David Eldridge of the University of New South Wales was excited to study it and assembled a team of 50 researchers and conducted a massive study published today in the journal Nature Geoscience.

Eldridge said in a press release published on the university's website on the date in question that they found that mosses are critical to the planet as a whole, as they resist climate change, absorbing carbon dioxide from the atmosphere, preparing the soil for plant growth by storing nitrogen and carbon, reducing the presence of pathogenic microorganisms, as well as protecting the soil from erosion.

Mosses can grow on hard surfaces (pixels)

What are mosses?

Mosses are the simplest form of plants, with leaves and root-like structures found in advanced plants (called vasculars), but differ from them in that mosses lack the microtubules found in vessels, in which the water they absorb moves from the soil.

In fact, moss do not need these tubes, as they derive water from air moisture, and the roots for them are just a means of fixing in the soil and have no role in absorbing water.

The growth of mosses requires moisture and shade, and they grow in wild as well as urban places, and they can be seen on hard surfaces, as they always find a cavity in a brick or on a wall or on the surface of a statue with little soil in which they grow, and they also grow in soft soils such as gardens and forests.

In residential places, people seek to remove them from the ground, but they always return after cleaning, and if ignored, they may lead to slipping, so they are dangerous in this context.

Mosses live in highly heterogeneous environments, in tropical forests, arid deserts and poles, but do not grow in salt water, and show great resilience to growth constraints that may kill others.

Some mosses dry their leaves and enter into an infinite latency state if drought prevails, and if environmental conditions improve, they return to grow again, and some were even able to return to grow in an environment destroyed by a volcanic eruption that wiped out most living organisms and was one of the first to grow again and restored the balance of the destroyed ecosystem.

Perhaps it can be said that mosses are indispensable, as they represent a shelter for small animals as well as livestock feed on them, and on an industrial scale they are used to purify water, and environmentally friendly dyes are extracted from them.
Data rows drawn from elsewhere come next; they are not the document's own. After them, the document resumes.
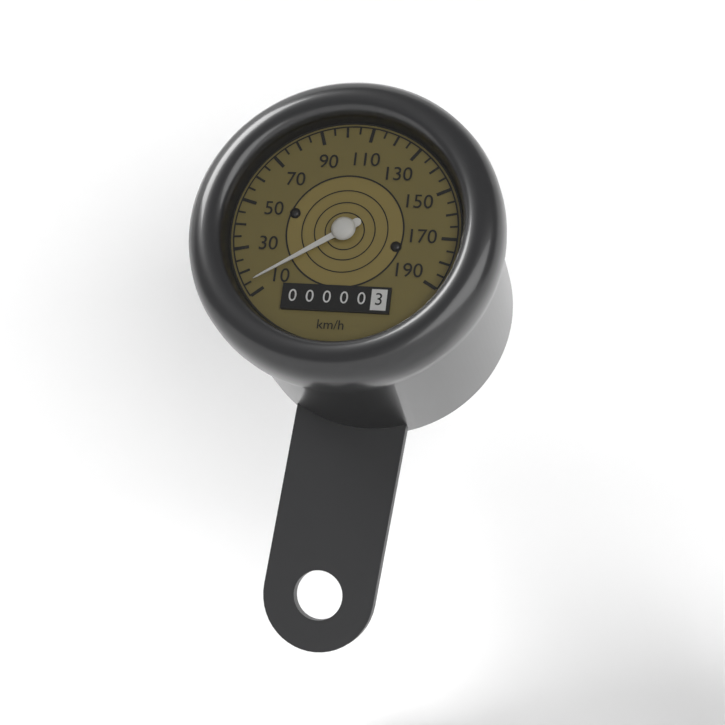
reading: 15 km/h
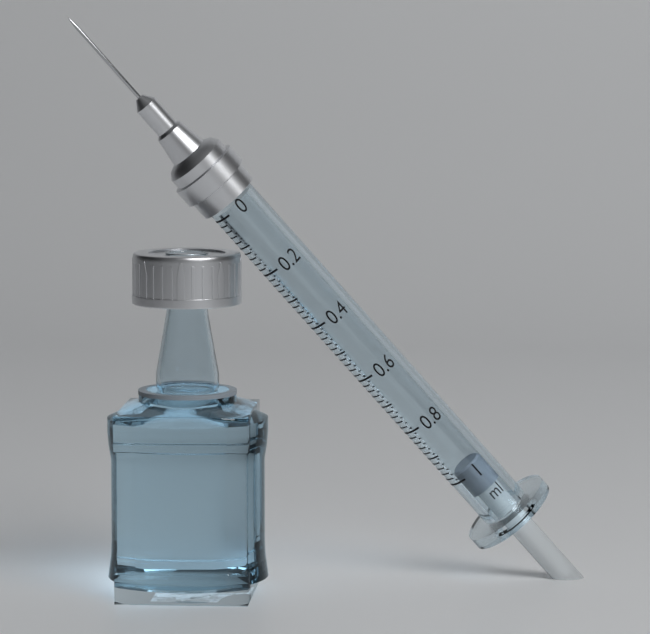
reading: 0.98 ml
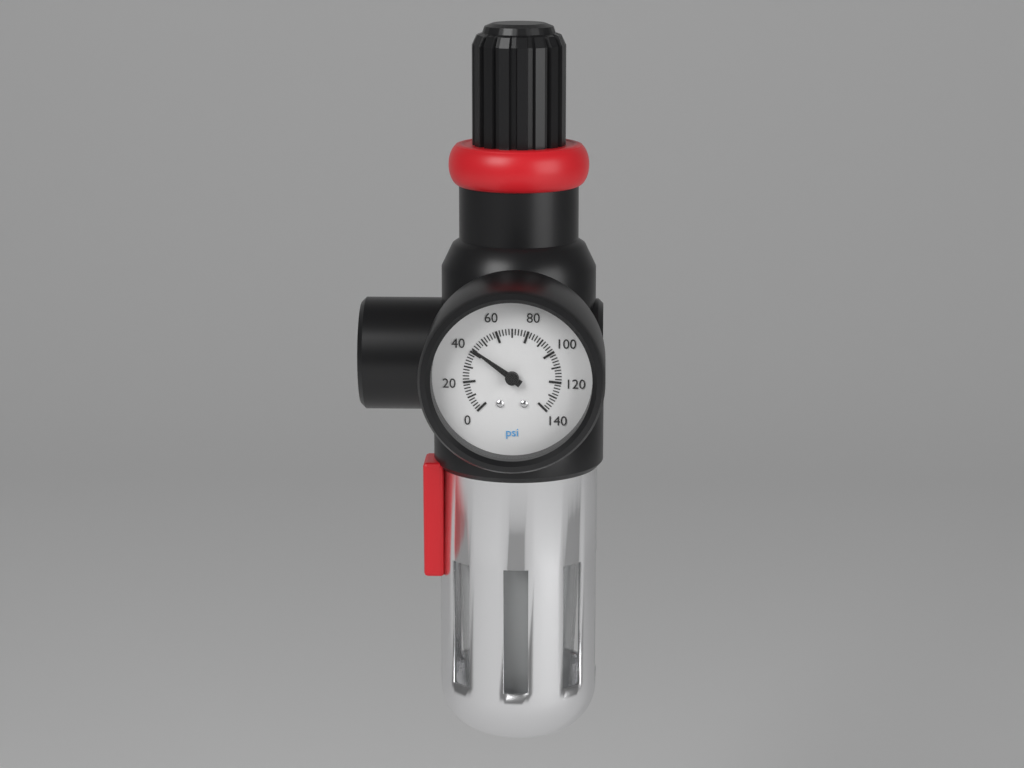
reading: 42 psi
Cattle feed on mosses (pixels)

How was the study conducted?

The researchers collected samples from 123 sites around the world with varying temperature and humidity levels and located at different latitudes, with an area of about 9.4 million square kilometers (about the size of China), and compared the soil in which the mosses grew with those without them.

The research team found that where mosses were found, the nitrogen and carbon content of the soil increased, storing about 6.43 billion tonnes of carbon absorbed from the atmosphere, equivalent to overgrazing and deforestation.

The rate of analysis of organic matter has also increased and the soil content of pathogenic microorganisms has decreased, making it suitable for the growth of trees and weeds, while the researchers note that after the mosses prepared the soil, they disappeared, leaving room for other plants to grow.

Mosses prepare the soil and then disappear, leaving room for other plants (Pixels)

The future of study

The main driver of the study was the desire of researchers to know the difference between natural plant systems and those artificially man-made such as gardens and orchards, and after the important effects of the presence of mosses in natural environments were discovered, researchers will seek to know whether they play the same role in the green spaces created by humans, and they will also work to find the best ways to introduce mosses to eroded soil as a means of repairing them.